Site hosted by Angelfire.com: Build your free website today!

B W goes C&W

“I wanted to cut a country and western album and UA was sayin,’ ‘Man, you been around Sly too long, you flipped out,’” Womack says. “I said, ‘No, it’s not that man, I just don’t want you tryin’ to keep me in one vein. I wanted to cut a jazz album playin’ nothin’ but my guitar. You didn’t want me to do that. Kept tellin’ me cut another song like ‘Woman’s Gotta Have It.’ I started givin’ ‘em the songs that way, but I never was really happy. So I just broke loose and said, ‘I’m cuttin’ this country and western album, that’s my next release.’”

UA’s response was predictably tepid. “They said, ‘You’re fuckin’ crazy, we’ll never get it played. Country and western’s not even happenin’. ‘Womack continues. “I said, ‘Man, country and western music’s gonna be the biggest music and ya know why? It’s so true. It ain’t no sugar coatin’ it.
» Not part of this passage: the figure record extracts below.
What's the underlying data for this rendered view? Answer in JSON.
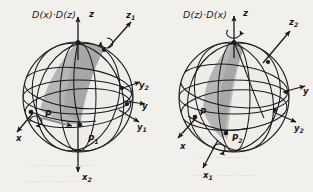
{
  "figure": {
    "background_color": "#f2f0ec",
    "ink_color": "#1a1a1a",
    "shade_color": "#a8a8a8",
    "sphere_fill": "#efedea"
  },
  "panels": [
    {
      "id": "left",
      "formula": "D(x)·D(z)",
      "sphere": {
        "cx": 78,
        "cy": 97,
        "r": 55
      },
      "axes": [
        {
          "name": "z",
          "base": "z",
          "sub": "",
          "label_x": 89,
          "label_y": 13,
          "rotation_arrow": false
        },
        {
          "name": "z1",
          "base": "z",
          "sub": "1",
          "label_x": 126,
          "label_y": 14,
          "rotation_arrow": true
        },
        {
          "name": "y2",
          "base": "y",
          "sub": "2",
          "label_x": 139,
          "label_y": 86,
          "rotation_arrow": false
        },
        {
          "name": "y",
          "base": "y",
          "sub": "",
          "label_x": 142,
          "label_y": 107,
          "rotation_arrow": false
        },
        {
          "name": "y1",
          "base": "y",
          "sub": "1",
          "label_x": 137,
          "label_y": 128,
          "rotation_arrow": false
        },
        {
          "name": "x",
          "base": "x",
          "sub": "",
          "label_x": 16,
          "label_y": 139,
          "rotation_arrow": true
        },
        {
          "name": "x2",
          "base": "x",
          "sub": "2",
          "label_x": 82,
          "label_y": 178,
          "rotation_arrow": false
        }
      ],
      "points": [
        {
          "name": "P",
          "base": "P",
          "sub": "",
          "label_x": 45,
          "label_y": 115
        },
        {
          "name": "P1",
          "base": "P",
          "sub": "1",
          "label_x": 88,
          "label_y": 140
        }
      ]
    },
    {
      "id": "right",
      "formula": "D(z)·D(x)",
      "sphere": {
        "cx": 234,
        "cy": 97,
        "r": 55
      },
      "axes": [
        {
          "name": "z",
          "base": "z",
          "sub": "",
          "label_x": 243,
          "label_y": 13,
          "rotation_arrow": true
        },
        {
          "name": "z2",
          "base": "z",
          "sub": "2",
          "label_x": 289,
          "label_y": 22,
          "rotation_arrow": false
        },
        {
          "name": "y",
          "base": "y",
          "sub": "",
          "label_x": 303,
          "label_y": 92,
          "rotation_arrow": false
        },
        {
          "name": "y2",
          "base": "y",
          "sub": "2",
          "label_x": 294,
          "label_y": 129,
          "rotation_arrow": false
        },
        {
          "name": "x",
          "base": "x",
          "sub": "",
          "label_x": 180,
          "label_y": 147,
          "rotation_arrow": false
        },
        {
          "name": "x1",
          "base": "x",
          "sub": "1",
          "label_x": 203,
          "label_y": 176,
          "rotation_arrow": true
        }
      ],
      "points": [
        {
          "name": "P",
          "base": "P",
          "sub": "",
          "label_x": 200,
          "label_y": 113
        },
        {
          "name": "P2",
          "base": "P",
          "sub": "2",
          "label_x": 232,
          "label_y": 139
        }
      ]
    }
  ],
  "bleed_through": {
    "line_a": "—— ——— ——",
    "line_b": "——— —— —",
    "line_c": "—— ————",
    "line_d": "——— —— ——"
  }
}
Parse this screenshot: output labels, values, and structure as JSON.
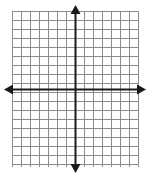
{
  "figure": {
    "name": "blank-coordinate-plane",
    "title": "Blank coordinate plane grid with x and y axes",
    "width": 149,
    "height": 177,
    "background_color": "#ffffff"
  },
  "chart_data": {
    "type": "scatter",
    "title": "",
    "subtitle": "",
    "xlabel": "",
    "ylabel": "",
    "series": [
      {
        "name": "",
        "x": [],
        "y": []
      }
    ],
    "x": [],
    "values": [],
    "categories": [],
    "annotations": [],
    "legend": {
      "entries": [],
      "position": "none",
      "visible": false
    },
    "grid": {
      "visible": true,
      "color": "#8c8c8c",
      "line_width": 1,
      "columns": 14,
      "rows": 17,
      "cell_size": 9,
      "x_tick_labels": [],
      "y_tick_labels": []
    },
    "xlim": [
      -8,
      6
    ],
    "ylim": [
      -9,
      8
    ],
    "axes": {
      "color": "#1a1a1a",
      "line_width": 2,
      "x_axis_visible": true,
      "y_axis_visible": true,
      "arrowheads": [
        "left",
        "right",
        "up",
        "down"
      ],
      "origin_x": 75,
      "origin_y": 89
    }
  },
  "grid_geometry": {
    "left": 12,
    "top": 11,
    "right": 138,
    "bottom": 167,
    "step": 9,
    "vertical_lines": 15,
    "horizontal_lines": 18
  },
  "axis_geometry": {
    "x_axis_y": 89,
    "y_axis_x": 75,
    "x_left_tip": 4,
    "x_right_tip": 146,
    "y_top_tip": 5,
    "y_bottom_tip": 173,
    "arrow_half_width": 5,
    "arrow_length": 9
  },
  "colors": {
    "grid_line": "#8c8c8c",
    "grid_line_light": "#a6a6a6",
    "axis": "#1a1a1a",
    "background": "#ffffff"
  }
}
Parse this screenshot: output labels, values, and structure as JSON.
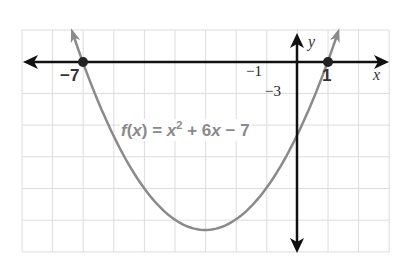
{
  "chart_data": {
    "type": "line",
    "title": "",
    "function_label": "f(x) = x^2 + 6x - 7",
    "function_parts": {
      "f": "f",
      "open": "(",
      "x": "x",
      "close": ")",
      "eq": " = ",
      "x2": "x",
      "exp": "2",
      "rest": " + 6",
      "x3": "x",
      "tail": " − 7"
    },
    "xlabel": "x",
    "ylabel": "y",
    "xlim": [
      -8,
      3
    ],
    "ylim": [
      -18,
      3
    ],
    "x_grid_step": 1,
    "y_grid_step": 3,
    "grid": true,
    "labeled_points": [
      {
        "x": -7,
        "y": 0,
        "label": "−7"
      },
      {
        "x": 1,
        "y": 0,
        "label": "1"
      }
    ],
    "tick_labels": {
      "x": [
        {
          "value": -1,
          "label": "−1"
        }
      ],
      "y": [
        {
          "value": -3,
          "label": "−3"
        }
      ]
    },
    "vertex": {
      "x": -3,
      "y": -16
    },
    "y_intercept": {
      "x": 0,
      "y": -7
    },
    "series": [
      {
        "name": "f(x) = x^2 + 6x - 7",
        "color": "#8a8a8a",
        "x": [
          -7.4,
          -7,
          -6,
          -5,
          -4,
          -3,
          -2,
          -1,
          0,
          1,
          1.4
        ],
        "values": [
          3.36,
          0,
          -7,
          -12,
          -15,
          -16,
          -15,
          -12,
          -7,
          0,
          3.36
        ]
      }
    ],
    "colors": {
      "axis": "#111111",
      "curve": "#8a8a8a",
      "grid": "#dddddd",
      "point": "#222222"
    }
  },
  "labels": {
    "neg7": "−7",
    "one": "1",
    "neg1": "−1",
    "neg3": "−3",
    "x_axis": "x",
    "y_axis": "y"
  }
}
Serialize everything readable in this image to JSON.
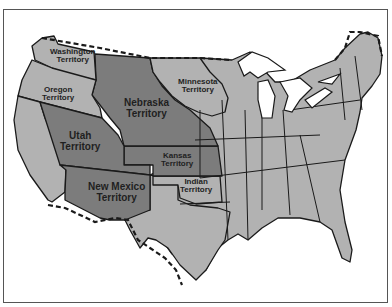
{
  "map": {
    "subject": "United States territories map",
    "territories": [
      {
        "id": "washington",
        "line1": "Washington",
        "line2": "Territory",
        "shade": "light"
      },
      {
        "id": "oregon",
        "line1": "Oregon",
        "line2": "Territory",
        "shade": "light"
      },
      {
        "id": "nebraska",
        "line1": "Nebraska",
        "line2": "Territory",
        "shade": "dark"
      },
      {
        "id": "minnesota",
        "line1": "Minnesota",
        "line2": "Territory",
        "shade": "light"
      },
      {
        "id": "utah",
        "line1": "Utah",
        "line2": "Territory",
        "shade": "dark"
      },
      {
        "id": "kansas",
        "line1": "Kansas",
        "line2": "Territory",
        "shade": "dark"
      },
      {
        "id": "new_mexico",
        "line1": "New Mexico",
        "line2": "Territory",
        "shade": "dark"
      },
      {
        "id": "indian",
        "line1": "Indian",
        "line2": "Territory",
        "shade": "light"
      }
    ],
    "colors": {
      "light_fill": "#b2b2b2",
      "dark_fill": "#7c7c7c",
      "border": "#1a1a1a",
      "background": "#ffffff"
    }
  }
}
The lyrics are there, the music’s simplicity. Country and western’s gonna take over.’ So they said, ‘What are you gonna call the album?’” Womack pauses and laughs. “I wanted to call the album Step Aside Charley Pride, Give Another Nigger A Try. The drugs were taking over.”

Womack continues, “They Said, ‘What? Aw fuck no, you’ll never come out with that.’ They kept tellin’ me that and I kept sayin’, ‘There’s room for another one.’ I rented these horses, went out to the stables and said I was goin’ through with it. So they called Columbia and said, ‘Hey, you want this guy?’” So they sold thecontract to Columbia. But when I got to Columbia, they did not know me. And the business was changin’ then. I cut some stuff for them, but they thought I was just a guy who’d flipped out. They wouldn’t take me serious on anything I did.”